Monday, June 02, 2008

Philipp Melanchthon

Philipp Melanchthon, engraving by Albrecht Dürer 1526Philipp Melanchthon (born Philipp Schwartzerd) (February 16, 1497 - April 19, 1560) was a German theologian and writer of the Protestant Reformation and an associate of Martin Luther.

Melanchthon was born at Bretten, near Karlsruhe, where his father, Georg Schwarzerd, was armorer to Count Palatine Philip.

In 1507 he was sent to the Latin school at Pforzheim, the rector of which, Georg Simler of Wimpfen, introduced him to the study of the Latin and Greek poets and of the philosophy of Aristotle. But he was chiefly influenced by his great-uncle, Johann Reuchlin, the great representative of humanism, who advised him to change his family name, Schwarzerd (literally Black-earth), into the Greek equivalent Melanchthon.

Not yet thirteen years old, he entered in 1509 the University of Heidelberg where he studied philosophy, rhetoric, and astronomy/astrology, and was known as a good Greek scholar. Being refused the degree of master in 1512 on account of his youth, he went to Tübingen, where he pursued humanistic and philosophical studies, but devoted himself also to the study of jurisprudence, mathematics, astronomy/astrology, and even of medicine.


## WHAT NEEDS TO BE DONE
Using the data that follows, say how many lines contain the word "output", giving the number by itself.

## GIVEN ENTRIES
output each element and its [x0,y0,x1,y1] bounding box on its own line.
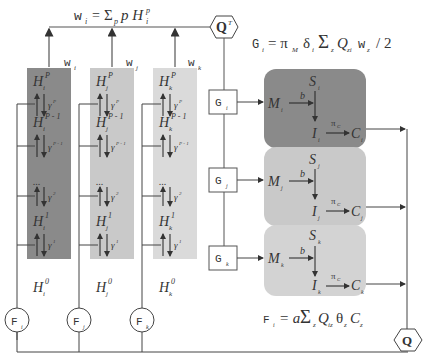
svg-text:C: C [351,126,361,141]
svg-text:γ: γ [48,192,52,202]
svg-text:...: ... [33,176,41,187]
svg-text:δ: δ [303,35,310,51]
svg-text:0: 0 [108,277,112,286]
svg-text:i: i [273,322,275,328]
svg-text:P - 1: P - 1 [115,141,126,146]
svg-text:b: b [300,168,305,179]
svg-text:γ: γ [111,100,115,110]
svg-text:1: 1 [116,239,119,244]
svg-text:p H: p H [120,7,144,23]
svg-text:w: w [64,57,71,69]
svg-text:1: 1 [108,211,112,220]
svg-text:j: j [317,163,320,169]
svg-text:...: ... [96,176,104,187]
svg-text:j: j [82,324,85,330]
qt-hexagon: Q T [210,16,238,38]
svg-text:j: j [225,183,228,189]
svg-text:P: P [52,99,56,104]
svg-text:γ: γ [48,100,52,110]
svg-text:k: k [146,324,149,330]
svg-text:C: C [351,278,361,293]
svg-text:γ: γ [111,142,115,152]
svg-text:P - 1: P - 1 [170,112,186,121]
g-box-k: G k [209,246,237,270]
sector-i: S i M i b I i π C C i [264,69,366,148]
svg-text:Q: Q [402,333,412,348]
svg-text:z: z [312,321,316,329]
svg-text:w: w [188,57,195,69]
svg-text:k: k [226,261,229,267]
svg-text:i: i [43,290,45,298]
svg-text:/ 2: / 2 [376,35,391,51]
svg-text:j: j [105,224,108,232]
svg-text:p: p [145,6,150,15]
f-circle-i: F i [5,308,29,332]
svg-text:i: i [146,17,148,26]
svg-text:b: b [300,90,305,101]
svg-text:C: C [351,204,361,219]
svg-text:G: G [215,175,222,187]
svg-text:k: k [198,64,202,72]
svg-text:P - 1: P - 1 [44,112,60,121]
svg-text:b: b [300,245,305,256]
c-output-lines [366,129,407,330]
svg-text:j: j [105,125,108,133]
svg-text:zi: zi [346,46,352,54]
f-circle-j: F j [67,308,91,332]
svg-text:i: i [43,125,45,133]
svg-text:j: j [280,185,283,191]
svg-text:1: 1 [45,211,49,220]
svg-text:F: F [73,316,80,328]
column-k [153,68,197,259]
svg-text:S: S [309,152,316,167]
svg-text:1: 1 [53,239,56,244]
svg-text:M: M [267,174,281,189]
svg-text:z: z [330,46,334,54]
svg-text:P: P [115,99,119,104]
svg-text:γ: γ [48,142,52,152]
svg-text:P - 1: P - 1 [178,141,189,146]
g-box-i: G i [209,90,237,114]
svg-text:γ: γ [111,240,115,250]
svg-text:z: z [343,321,347,329]
svg-text:j: j [135,64,138,72]
svg-text:= a: = a [279,310,300,326]
svg-text:γ: γ [174,142,178,152]
f-circle-k: F k [130,308,154,332]
svg-text:Σ: Σ [300,306,311,327]
svg-text:P: P [44,71,50,80]
svg-text:F: F [136,316,143,328]
svg-text:Σ: Σ [104,7,113,23]
svg-text:j: j [360,215,363,221]
svg-text:π: π [331,118,336,128]
g-box-j: G j [209,168,237,192]
svg-text:F: F [263,314,270,326]
svg-text:γ: γ [174,100,178,110]
svg-text:Σ: Σ [318,31,329,52]
svg-text:w: w [74,9,82,24]
economic-model-diagram: w i = Σ p p H p i Q T w i w j w k H P i [0,0,431,362]
svg-text:j: j [105,290,108,298]
svg-text:γ: γ [174,192,178,202]
svg-text:z: z [366,46,370,54]
svg-text:...: ... [159,176,167,187]
svg-text:z: z [359,321,363,329]
svg-text:P - 1: P - 1 [107,112,123,121]
svg-text:= π: = π [268,35,288,51]
sector-k: S k M k b I k π C C k [264,225,366,296]
svg-text:k: k [318,239,321,245]
svg-text:i: i [43,224,45,232]
svg-text:S: S [309,228,316,243]
svg-text:θ: θ [336,310,343,326]
svg-text:i: i [262,46,264,54]
svg-text:j: j [105,84,108,92]
svg-text:p: p [113,17,118,26]
f-formula: F i = a Σ z Q iz θ z C z [263,306,363,329]
svg-text:w: w [126,57,133,69]
sector-j: S j M j b I j π C C j [264,147,366,226]
w-formula: w i = Σ p p H p i [74,6,150,26]
svg-text:F: F [11,316,18,328]
svg-text:π: π [331,196,336,206]
svg-text:k: k [281,262,284,268]
svg-text:=: = [92,8,100,23]
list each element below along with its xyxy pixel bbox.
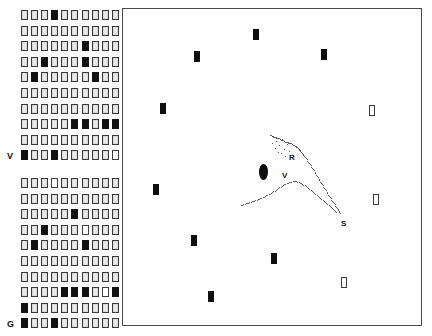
matrix-cell xyxy=(41,225,48,235)
matrix-cell xyxy=(92,57,99,67)
matrix-cell xyxy=(92,256,99,266)
matrix-cell xyxy=(102,272,109,282)
matrix-cell xyxy=(21,256,28,266)
matrix-cell-group xyxy=(21,209,122,219)
curve-dot xyxy=(336,207,337,208)
matrix-cell xyxy=(71,104,78,114)
curve-dot xyxy=(276,138,277,139)
curve-dot xyxy=(311,165,312,166)
matrix-cell xyxy=(112,26,119,36)
curve-dot xyxy=(252,201,253,202)
matrix-cell xyxy=(71,119,78,129)
dense-blob-marker xyxy=(259,164,268,180)
matrix-cell xyxy=(51,119,58,129)
curve-dot xyxy=(281,153,282,154)
matrix-cell xyxy=(102,225,109,235)
matrix-cell xyxy=(82,119,89,129)
curve-dot xyxy=(274,137,275,138)
curve-dot xyxy=(292,144,293,145)
matrix-cell xyxy=(102,10,109,20)
curve-dot xyxy=(296,147,297,148)
curve-dot xyxy=(319,179,320,180)
curve-dot xyxy=(292,144,293,145)
curve-dot xyxy=(279,145,280,146)
matrix-cell xyxy=(112,225,119,235)
matrix-cell xyxy=(71,256,78,266)
matrix-row xyxy=(0,225,122,241)
curve-dot xyxy=(325,189,326,190)
curve-dot xyxy=(265,196,266,197)
curve-dot xyxy=(312,191,313,192)
matrix-cell-group xyxy=(21,104,122,114)
matrix-cell-group xyxy=(21,72,122,82)
matrix-cell xyxy=(102,240,109,250)
matrix-cell xyxy=(51,72,58,82)
matrix-cell xyxy=(82,209,89,219)
matrix-cell xyxy=(61,41,68,51)
matrix-cell xyxy=(51,318,58,328)
curve-dot xyxy=(270,135,271,136)
matrix-cell xyxy=(21,72,28,82)
matrix-cell xyxy=(71,225,78,235)
curve-dot xyxy=(323,185,324,186)
curve-dot xyxy=(318,177,319,178)
curve-dot xyxy=(294,181,295,182)
curve-dot xyxy=(305,157,306,158)
matrix-cell xyxy=(82,225,89,235)
curve-dot xyxy=(321,199,322,200)
curve-dot xyxy=(314,193,315,194)
curve-dot xyxy=(333,202,334,203)
matrix-cell xyxy=(71,150,78,160)
curve-dot xyxy=(295,146,296,147)
matrix-cell xyxy=(71,72,78,82)
curve-dot xyxy=(259,199,260,200)
matrix-row xyxy=(0,178,122,194)
matrix-cell xyxy=(71,272,78,282)
matrix-row xyxy=(0,135,122,151)
matrix-cell-group xyxy=(21,41,122,51)
data-point-marker xyxy=(153,184,159,195)
matrix-cell-group xyxy=(21,178,122,188)
matrix-cell-group xyxy=(21,240,122,250)
curve-dot xyxy=(258,199,259,200)
matrix-cell xyxy=(71,209,78,219)
curve-dot xyxy=(272,143,273,144)
curve-dot xyxy=(323,187,324,188)
matrix-cell xyxy=(51,57,58,67)
curve-dot xyxy=(300,183,301,184)
curve-dot xyxy=(312,168,313,169)
matrix-cell xyxy=(102,178,109,188)
curve-dot xyxy=(320,198,321,199)
matrix-cell xyxy=(102,256,109,266)
matrix-cell xyxy=(112,194,119,204)
matrix-cell xyxy=(102,150,109,160)
data-point-marker xyxy=(253,29,259,40)
curve-dot xyxy=(299,182,300,183)
curve-dot xyxy=(284,141,285,142)
matrix-cell xyxy=(112,272,119,282)
curve-dot xyxy=(301,183,302,184)
dotted-curve-layer xyxy=(123,9,421,325)
matrix-cell xyxy=(112,256,119,266)
curve-dot xyxy=(307,159,308,160)
curve-dot xyxy=(257,200,258,201)
matrix-row xyxy=(0,104,122,120)
curve-dot xyxy=(335,204,336,205)
curve-dot xyxy=(295,181,296,182)
curve-dot xyxy=(339,211,340,212)
curve-dot xyxy=(261,198,262,199)
curve-dot xyxy=(306,158,307,159)
curve-dot xyxy=(288,143,289,144)
curve-dot xyxy=(267,195,268,196)
matrix-cell xyxy=(82,88,89,98)
matrix-cell xyxy=(61,88,68,98)
matrix-row xyxy=(0,57,122,73)
curve-dot xyxy=(334,210,335,211)
curve-dot xyxy=(293,145,294,146)
curve-dot xyxy=(327,204,328,205)
matrix-cell xyxy=(71,240,78,250)
matrix-cell xyxy=(21,57,28,67)
matrix-cell xyxy=(41,272,48,282)
matrix-cell xyxy=(21,26,28,36)
matrix-cell xyxy=(92,26,99,36)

## SOLUTION TO THE PROBLEM
2